Hard clash & soft clash

The two main clash types — a solid overlap, and a clearance or tolerance violation.

Not every clash is the same kind of problem. A hard clash is a physical collision: two elements occupy the same space, a zero-tolerance intersection. A soft clash (or clearance clash) is a tolerance violation: one element encroaches into the clearance zone another needs. A third kind, the workflow or 4D clash, is a scheduling conflict — two activities needing the same space at the same time.

The examples are concrete. A hard clash is a structural beam driven through an HVAC duct, or a pipe intersecting a beam. A soft clash is a duct run too close to a light fixture, or equipment placed inside the access zone someone needs to maintain it. A 4D clash is a ceiling scheduled before the services above it are installed.

They are detected and prioritised differently. A hard clash has zero tolerance and is treated as critical; a soft clash is judged against a clearance of tens to hundreds of millimetres, depending on the element and the code, and ranks medium-to-high. Both are found on the federated model by defining clash rules, filtering out false positives, then classifying and assigning what remains before the coordination meeting — a discipline especially heavy in MEP coordination. ISO 19650-2 frames clash detection within delivery-phase coordination. In Italian a hard clash is an interferenza geometrica and a soft clash an interferenza di tolleranza.

Sources

  • BIM Handbook
  • ISO 19650
  • ACCA

Definitions are original wording based on understanding of the sources above.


◆ Work order
Repeat, exactly as they appear, the lines from the one with "Segment this screenshot: for" through the last line of the entries below, but none of the pictures.

◆ Dataset excerpts
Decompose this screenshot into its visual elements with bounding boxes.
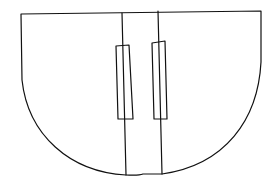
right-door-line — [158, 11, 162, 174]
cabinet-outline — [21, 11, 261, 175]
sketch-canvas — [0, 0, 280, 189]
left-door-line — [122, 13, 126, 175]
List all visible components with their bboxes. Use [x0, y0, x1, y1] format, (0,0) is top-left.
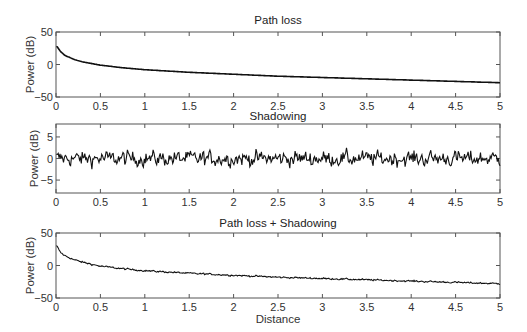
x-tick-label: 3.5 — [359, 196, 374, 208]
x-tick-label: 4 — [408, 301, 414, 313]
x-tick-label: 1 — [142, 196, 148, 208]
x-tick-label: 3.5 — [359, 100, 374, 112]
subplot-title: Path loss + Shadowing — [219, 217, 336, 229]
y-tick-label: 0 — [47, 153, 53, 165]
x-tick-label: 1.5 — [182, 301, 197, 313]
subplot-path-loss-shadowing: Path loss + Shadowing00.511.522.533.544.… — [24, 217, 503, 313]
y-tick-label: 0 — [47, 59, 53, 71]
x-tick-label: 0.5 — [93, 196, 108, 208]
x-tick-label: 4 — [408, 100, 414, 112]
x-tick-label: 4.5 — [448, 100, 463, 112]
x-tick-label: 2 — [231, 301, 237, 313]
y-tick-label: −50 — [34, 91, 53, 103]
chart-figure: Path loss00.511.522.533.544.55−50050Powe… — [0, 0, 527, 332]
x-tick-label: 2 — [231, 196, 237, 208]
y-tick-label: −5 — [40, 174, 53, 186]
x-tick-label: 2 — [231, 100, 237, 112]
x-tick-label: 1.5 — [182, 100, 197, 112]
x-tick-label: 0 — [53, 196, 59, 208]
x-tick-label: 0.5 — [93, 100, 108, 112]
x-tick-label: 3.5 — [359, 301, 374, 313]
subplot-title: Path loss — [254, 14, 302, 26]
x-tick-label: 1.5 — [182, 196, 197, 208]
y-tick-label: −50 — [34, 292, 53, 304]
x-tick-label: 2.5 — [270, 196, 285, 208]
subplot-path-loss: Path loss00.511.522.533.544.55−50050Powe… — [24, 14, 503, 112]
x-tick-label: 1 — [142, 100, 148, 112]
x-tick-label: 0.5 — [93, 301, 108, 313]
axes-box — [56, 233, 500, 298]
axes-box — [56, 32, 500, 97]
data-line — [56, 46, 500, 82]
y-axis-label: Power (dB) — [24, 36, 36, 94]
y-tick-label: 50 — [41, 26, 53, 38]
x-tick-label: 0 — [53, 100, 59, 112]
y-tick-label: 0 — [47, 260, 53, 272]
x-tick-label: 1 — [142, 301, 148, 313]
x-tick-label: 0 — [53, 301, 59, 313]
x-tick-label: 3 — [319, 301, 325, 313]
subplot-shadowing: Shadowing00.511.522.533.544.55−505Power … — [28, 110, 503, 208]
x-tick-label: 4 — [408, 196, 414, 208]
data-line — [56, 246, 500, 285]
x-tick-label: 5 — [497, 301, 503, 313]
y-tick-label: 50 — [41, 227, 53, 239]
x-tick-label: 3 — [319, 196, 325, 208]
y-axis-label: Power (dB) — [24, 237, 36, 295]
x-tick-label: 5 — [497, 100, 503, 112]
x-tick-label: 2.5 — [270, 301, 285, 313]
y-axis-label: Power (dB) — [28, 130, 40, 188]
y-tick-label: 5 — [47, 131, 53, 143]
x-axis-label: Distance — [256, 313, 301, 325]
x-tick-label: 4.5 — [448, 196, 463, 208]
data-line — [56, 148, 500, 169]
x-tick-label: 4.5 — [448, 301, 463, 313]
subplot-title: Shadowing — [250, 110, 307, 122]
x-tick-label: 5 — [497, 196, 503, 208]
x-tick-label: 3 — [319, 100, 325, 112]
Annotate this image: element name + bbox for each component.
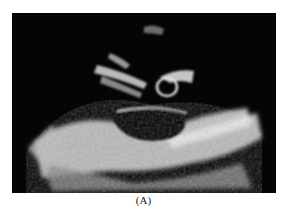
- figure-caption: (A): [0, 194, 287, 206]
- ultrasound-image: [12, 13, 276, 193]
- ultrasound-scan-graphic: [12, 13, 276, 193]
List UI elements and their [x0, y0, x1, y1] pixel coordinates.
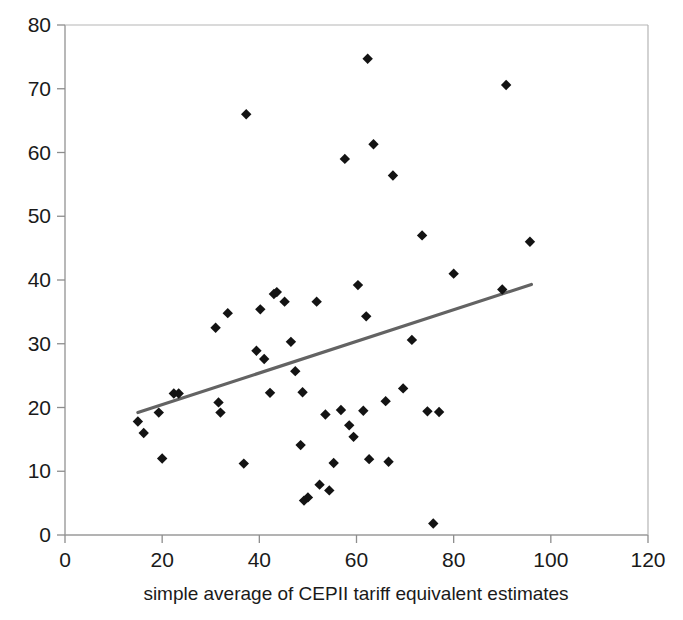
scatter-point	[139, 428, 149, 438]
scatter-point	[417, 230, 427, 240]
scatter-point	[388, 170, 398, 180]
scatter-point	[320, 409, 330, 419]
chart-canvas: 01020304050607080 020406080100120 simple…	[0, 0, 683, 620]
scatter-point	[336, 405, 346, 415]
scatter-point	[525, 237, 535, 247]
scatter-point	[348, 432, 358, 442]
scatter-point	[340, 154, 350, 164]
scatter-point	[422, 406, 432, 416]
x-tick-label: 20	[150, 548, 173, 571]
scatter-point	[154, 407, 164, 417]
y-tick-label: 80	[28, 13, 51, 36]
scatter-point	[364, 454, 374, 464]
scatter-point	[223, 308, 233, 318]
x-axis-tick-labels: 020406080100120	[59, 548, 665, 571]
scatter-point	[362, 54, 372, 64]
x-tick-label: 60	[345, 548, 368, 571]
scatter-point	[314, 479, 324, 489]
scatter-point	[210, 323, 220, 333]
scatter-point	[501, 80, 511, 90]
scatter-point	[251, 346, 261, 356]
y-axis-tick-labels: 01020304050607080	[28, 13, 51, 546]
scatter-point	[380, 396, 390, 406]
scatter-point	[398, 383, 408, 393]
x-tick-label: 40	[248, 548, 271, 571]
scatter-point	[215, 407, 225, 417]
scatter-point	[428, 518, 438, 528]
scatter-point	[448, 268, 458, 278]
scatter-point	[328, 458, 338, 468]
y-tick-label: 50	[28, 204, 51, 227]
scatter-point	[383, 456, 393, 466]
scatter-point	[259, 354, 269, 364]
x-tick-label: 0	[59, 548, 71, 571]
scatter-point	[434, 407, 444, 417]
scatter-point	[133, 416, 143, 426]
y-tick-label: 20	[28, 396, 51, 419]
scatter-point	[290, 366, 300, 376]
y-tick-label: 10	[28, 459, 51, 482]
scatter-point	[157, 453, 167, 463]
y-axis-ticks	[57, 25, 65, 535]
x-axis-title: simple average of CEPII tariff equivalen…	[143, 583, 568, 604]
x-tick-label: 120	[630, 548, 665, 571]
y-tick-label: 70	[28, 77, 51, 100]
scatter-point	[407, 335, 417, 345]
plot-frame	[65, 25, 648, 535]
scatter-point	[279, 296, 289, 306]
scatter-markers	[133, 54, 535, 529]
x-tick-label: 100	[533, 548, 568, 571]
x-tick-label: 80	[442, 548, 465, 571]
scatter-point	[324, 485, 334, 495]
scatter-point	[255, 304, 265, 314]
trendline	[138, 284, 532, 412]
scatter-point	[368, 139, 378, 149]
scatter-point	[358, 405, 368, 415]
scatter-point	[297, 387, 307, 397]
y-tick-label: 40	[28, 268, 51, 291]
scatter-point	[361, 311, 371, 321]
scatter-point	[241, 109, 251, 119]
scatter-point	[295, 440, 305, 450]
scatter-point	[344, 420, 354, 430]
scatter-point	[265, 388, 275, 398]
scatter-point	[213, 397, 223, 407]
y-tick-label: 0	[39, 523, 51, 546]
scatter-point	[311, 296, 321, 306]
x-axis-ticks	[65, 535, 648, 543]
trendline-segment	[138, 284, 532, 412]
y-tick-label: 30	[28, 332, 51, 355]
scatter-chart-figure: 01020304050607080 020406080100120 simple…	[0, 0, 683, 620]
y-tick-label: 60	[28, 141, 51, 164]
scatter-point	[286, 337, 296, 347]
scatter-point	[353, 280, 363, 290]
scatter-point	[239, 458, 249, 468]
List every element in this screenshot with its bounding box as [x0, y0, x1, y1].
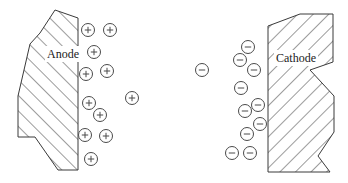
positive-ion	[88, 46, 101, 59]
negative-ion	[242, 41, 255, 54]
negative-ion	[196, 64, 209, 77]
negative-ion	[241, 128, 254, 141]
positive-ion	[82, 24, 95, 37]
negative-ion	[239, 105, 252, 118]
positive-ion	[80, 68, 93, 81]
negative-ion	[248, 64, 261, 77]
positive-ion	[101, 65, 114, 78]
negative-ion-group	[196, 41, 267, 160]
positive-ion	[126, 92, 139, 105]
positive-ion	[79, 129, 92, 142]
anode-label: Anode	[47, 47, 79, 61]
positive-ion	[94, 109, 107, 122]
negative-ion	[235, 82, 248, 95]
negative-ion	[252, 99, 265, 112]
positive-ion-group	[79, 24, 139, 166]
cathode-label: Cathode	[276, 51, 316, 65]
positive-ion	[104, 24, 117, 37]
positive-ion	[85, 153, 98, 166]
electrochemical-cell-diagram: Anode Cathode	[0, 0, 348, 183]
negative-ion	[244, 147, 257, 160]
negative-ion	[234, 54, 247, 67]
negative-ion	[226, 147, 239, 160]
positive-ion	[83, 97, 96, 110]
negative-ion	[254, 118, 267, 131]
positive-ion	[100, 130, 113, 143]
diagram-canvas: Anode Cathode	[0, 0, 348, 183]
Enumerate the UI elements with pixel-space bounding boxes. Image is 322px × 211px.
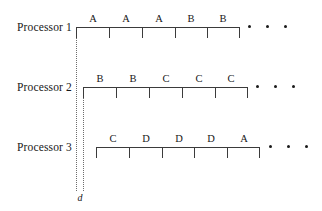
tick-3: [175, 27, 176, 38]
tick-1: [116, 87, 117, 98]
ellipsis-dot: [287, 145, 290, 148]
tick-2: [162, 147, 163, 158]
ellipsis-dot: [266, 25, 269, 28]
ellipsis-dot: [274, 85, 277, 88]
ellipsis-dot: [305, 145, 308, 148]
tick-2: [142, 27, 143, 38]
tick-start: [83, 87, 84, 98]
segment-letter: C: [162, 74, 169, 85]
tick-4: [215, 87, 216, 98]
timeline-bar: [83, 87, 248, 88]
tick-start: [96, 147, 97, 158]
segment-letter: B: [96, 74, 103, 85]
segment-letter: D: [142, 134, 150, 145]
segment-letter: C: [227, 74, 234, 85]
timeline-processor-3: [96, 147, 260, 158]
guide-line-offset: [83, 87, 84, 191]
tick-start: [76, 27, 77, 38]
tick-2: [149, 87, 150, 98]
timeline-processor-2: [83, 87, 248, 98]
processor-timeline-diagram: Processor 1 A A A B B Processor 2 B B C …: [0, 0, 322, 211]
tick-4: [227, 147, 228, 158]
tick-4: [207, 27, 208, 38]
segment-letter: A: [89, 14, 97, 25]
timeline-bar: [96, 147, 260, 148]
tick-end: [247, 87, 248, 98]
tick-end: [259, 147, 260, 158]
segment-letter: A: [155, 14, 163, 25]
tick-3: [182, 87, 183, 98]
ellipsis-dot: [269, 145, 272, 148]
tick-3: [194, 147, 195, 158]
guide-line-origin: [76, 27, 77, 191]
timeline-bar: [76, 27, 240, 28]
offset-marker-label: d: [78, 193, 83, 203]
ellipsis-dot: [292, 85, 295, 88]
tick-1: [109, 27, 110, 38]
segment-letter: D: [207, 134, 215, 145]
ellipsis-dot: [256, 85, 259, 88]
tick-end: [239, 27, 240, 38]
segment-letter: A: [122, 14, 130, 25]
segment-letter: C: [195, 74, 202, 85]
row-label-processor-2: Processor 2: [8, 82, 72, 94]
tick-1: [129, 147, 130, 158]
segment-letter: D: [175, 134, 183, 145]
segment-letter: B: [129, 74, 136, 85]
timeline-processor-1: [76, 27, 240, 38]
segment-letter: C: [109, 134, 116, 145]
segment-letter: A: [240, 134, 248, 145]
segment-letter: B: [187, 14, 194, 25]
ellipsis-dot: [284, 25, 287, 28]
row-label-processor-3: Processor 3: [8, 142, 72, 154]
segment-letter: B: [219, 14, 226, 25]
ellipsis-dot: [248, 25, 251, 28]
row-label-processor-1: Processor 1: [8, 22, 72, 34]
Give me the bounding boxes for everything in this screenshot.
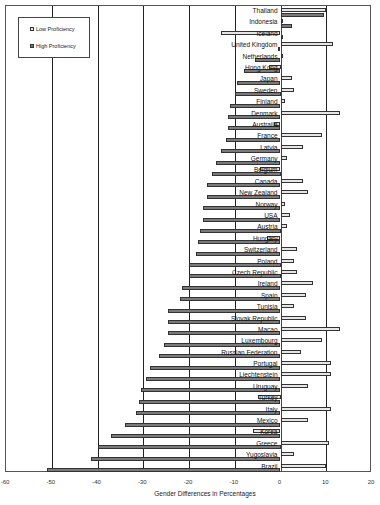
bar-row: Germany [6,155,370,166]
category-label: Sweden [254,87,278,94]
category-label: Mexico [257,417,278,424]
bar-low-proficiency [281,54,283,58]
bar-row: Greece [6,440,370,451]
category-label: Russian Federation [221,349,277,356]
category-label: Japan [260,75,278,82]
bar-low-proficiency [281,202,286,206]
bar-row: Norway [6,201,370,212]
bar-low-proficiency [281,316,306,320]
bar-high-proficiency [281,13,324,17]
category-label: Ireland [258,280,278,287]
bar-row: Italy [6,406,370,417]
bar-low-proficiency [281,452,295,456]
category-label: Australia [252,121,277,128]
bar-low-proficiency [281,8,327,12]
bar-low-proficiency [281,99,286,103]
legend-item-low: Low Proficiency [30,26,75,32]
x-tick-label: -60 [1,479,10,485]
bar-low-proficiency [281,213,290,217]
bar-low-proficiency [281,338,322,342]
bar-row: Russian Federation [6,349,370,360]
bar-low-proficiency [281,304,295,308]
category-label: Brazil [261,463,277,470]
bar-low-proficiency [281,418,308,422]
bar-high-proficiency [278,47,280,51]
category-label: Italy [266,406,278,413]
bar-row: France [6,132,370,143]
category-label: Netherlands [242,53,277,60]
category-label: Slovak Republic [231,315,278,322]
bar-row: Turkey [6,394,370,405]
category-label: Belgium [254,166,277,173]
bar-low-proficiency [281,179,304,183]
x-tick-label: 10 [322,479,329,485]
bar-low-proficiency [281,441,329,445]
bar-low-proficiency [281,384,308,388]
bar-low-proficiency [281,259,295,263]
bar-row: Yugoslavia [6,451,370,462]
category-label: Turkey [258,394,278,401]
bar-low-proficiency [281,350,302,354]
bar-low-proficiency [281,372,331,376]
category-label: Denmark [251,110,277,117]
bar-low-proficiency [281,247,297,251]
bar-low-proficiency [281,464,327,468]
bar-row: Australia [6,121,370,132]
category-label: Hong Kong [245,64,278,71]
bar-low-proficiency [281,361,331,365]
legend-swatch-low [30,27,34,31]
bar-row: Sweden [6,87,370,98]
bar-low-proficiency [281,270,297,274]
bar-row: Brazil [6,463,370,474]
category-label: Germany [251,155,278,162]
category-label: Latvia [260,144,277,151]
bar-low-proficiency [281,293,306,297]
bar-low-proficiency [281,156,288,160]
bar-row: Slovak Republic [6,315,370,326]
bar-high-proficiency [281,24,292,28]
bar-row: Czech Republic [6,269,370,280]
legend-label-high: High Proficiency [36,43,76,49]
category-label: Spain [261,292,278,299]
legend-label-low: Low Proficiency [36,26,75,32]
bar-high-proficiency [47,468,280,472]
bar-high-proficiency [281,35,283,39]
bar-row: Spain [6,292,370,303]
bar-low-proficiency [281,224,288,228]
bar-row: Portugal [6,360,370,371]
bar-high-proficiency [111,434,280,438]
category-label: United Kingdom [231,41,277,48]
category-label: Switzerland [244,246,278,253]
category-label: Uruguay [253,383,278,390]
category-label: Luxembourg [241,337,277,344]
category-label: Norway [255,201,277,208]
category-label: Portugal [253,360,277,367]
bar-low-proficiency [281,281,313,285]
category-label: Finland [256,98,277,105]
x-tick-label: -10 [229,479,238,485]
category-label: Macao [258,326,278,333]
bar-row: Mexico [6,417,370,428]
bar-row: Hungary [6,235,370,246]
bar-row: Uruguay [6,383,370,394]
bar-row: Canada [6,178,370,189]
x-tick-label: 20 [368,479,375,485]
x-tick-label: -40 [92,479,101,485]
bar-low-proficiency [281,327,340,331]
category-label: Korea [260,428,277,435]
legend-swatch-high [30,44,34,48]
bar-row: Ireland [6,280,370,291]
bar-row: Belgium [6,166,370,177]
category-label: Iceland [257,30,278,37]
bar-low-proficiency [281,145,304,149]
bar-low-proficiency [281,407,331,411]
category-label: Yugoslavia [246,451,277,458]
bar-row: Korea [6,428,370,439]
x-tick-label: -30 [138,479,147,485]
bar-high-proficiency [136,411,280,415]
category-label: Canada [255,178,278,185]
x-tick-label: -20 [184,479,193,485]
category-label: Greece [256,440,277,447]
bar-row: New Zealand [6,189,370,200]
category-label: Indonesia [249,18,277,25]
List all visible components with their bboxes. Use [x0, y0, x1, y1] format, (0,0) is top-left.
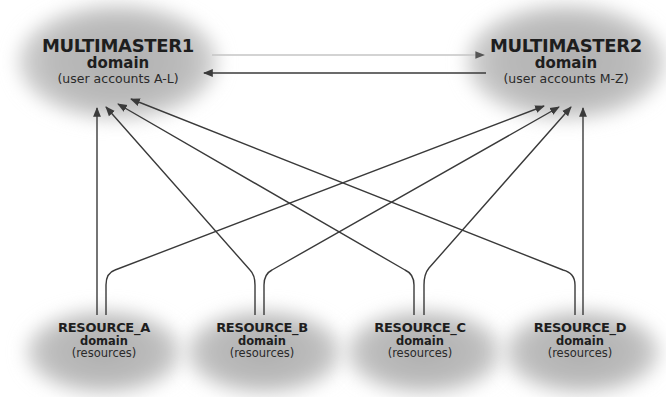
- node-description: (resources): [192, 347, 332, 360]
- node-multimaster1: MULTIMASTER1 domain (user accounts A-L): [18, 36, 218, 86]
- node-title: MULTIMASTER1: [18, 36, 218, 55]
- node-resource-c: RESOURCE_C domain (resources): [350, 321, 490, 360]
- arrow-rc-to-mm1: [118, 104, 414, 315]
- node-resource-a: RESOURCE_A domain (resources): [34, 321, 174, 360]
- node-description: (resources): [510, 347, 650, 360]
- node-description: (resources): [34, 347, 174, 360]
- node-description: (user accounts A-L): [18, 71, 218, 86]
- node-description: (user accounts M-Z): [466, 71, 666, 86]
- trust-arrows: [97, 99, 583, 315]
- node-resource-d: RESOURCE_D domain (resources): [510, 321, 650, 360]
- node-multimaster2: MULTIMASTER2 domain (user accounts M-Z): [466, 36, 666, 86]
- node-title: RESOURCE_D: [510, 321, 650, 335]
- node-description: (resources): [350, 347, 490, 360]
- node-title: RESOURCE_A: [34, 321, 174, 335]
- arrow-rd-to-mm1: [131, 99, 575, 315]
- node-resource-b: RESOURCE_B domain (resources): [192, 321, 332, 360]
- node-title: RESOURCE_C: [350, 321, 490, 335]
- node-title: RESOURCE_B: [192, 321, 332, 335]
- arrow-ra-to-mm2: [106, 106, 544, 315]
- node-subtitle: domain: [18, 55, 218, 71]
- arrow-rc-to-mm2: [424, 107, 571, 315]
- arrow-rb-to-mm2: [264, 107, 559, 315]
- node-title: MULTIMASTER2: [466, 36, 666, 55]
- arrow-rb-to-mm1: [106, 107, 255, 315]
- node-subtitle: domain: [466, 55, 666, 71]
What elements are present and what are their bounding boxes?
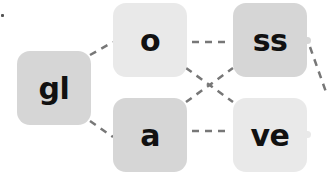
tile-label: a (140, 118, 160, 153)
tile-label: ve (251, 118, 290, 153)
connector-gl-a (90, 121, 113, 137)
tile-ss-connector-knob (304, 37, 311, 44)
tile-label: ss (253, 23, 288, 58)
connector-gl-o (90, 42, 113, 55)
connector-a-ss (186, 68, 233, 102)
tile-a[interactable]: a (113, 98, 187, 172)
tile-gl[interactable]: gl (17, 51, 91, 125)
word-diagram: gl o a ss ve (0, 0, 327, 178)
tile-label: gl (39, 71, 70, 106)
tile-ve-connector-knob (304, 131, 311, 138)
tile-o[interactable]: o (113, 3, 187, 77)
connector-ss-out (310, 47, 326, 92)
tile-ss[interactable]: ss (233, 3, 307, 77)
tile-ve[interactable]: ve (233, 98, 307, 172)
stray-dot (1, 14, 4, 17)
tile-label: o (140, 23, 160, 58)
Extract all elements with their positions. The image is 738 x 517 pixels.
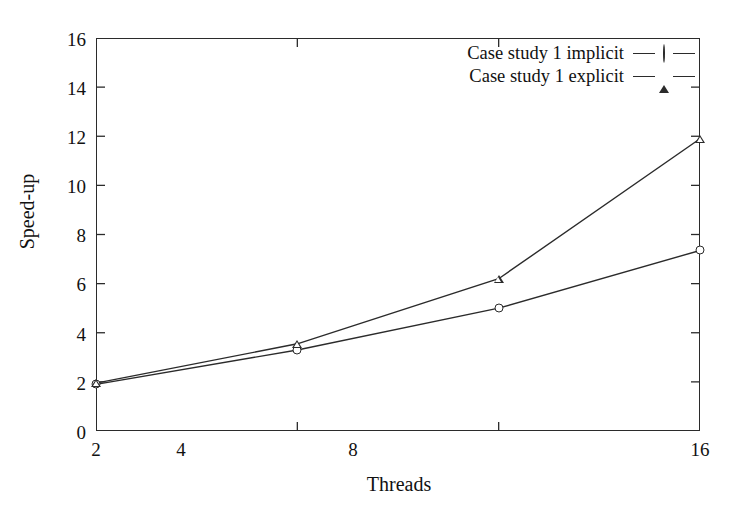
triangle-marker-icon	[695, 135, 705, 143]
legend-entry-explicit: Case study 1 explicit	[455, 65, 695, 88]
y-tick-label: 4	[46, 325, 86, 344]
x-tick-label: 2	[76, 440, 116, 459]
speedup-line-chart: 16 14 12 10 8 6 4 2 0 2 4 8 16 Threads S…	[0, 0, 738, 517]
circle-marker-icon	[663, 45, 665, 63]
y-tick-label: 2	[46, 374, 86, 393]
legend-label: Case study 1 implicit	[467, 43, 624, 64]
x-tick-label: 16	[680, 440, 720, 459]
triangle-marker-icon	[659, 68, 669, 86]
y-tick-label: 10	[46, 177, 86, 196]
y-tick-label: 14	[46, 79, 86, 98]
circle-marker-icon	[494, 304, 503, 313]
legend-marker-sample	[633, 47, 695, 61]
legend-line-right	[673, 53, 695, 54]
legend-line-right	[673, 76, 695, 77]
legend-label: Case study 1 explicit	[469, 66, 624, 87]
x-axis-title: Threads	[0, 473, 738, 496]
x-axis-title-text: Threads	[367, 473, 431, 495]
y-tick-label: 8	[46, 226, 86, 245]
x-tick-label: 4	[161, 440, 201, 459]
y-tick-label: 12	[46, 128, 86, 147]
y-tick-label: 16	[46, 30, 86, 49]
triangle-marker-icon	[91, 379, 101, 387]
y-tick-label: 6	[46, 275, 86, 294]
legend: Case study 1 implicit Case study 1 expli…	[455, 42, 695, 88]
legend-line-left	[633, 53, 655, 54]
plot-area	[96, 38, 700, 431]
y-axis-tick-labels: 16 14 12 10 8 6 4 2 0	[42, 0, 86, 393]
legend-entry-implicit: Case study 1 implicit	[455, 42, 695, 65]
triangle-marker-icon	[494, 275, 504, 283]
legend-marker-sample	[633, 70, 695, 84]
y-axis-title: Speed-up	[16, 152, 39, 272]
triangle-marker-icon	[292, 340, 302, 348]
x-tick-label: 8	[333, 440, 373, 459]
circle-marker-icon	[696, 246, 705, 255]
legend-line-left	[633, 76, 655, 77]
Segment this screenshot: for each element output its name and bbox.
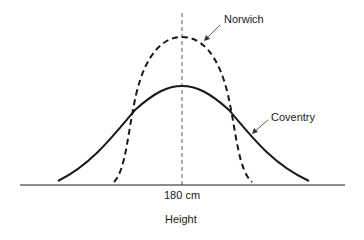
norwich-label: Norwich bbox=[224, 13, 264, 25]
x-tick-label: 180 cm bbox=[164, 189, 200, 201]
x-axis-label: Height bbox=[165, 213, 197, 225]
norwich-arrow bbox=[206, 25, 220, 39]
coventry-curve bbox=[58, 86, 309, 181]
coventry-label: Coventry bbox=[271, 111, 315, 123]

◆ Answer to this exercise
Segment this screenshot: for each element output its name and bbox.
norwich-label: Norwich bbox=[224, 13, 264, 25]
x-tick-label: 180 cm bbox=[164, 189, 200, 201]
x-axis-label: Height bbox=[165, 213, 197, 225]
norwich-arrow bbox=[206, 25, 220, 39]
coventry-curve bbox=[58, 86, 309, 181]
coventry-label: Coventry bbox=[271, 111, 315, 123]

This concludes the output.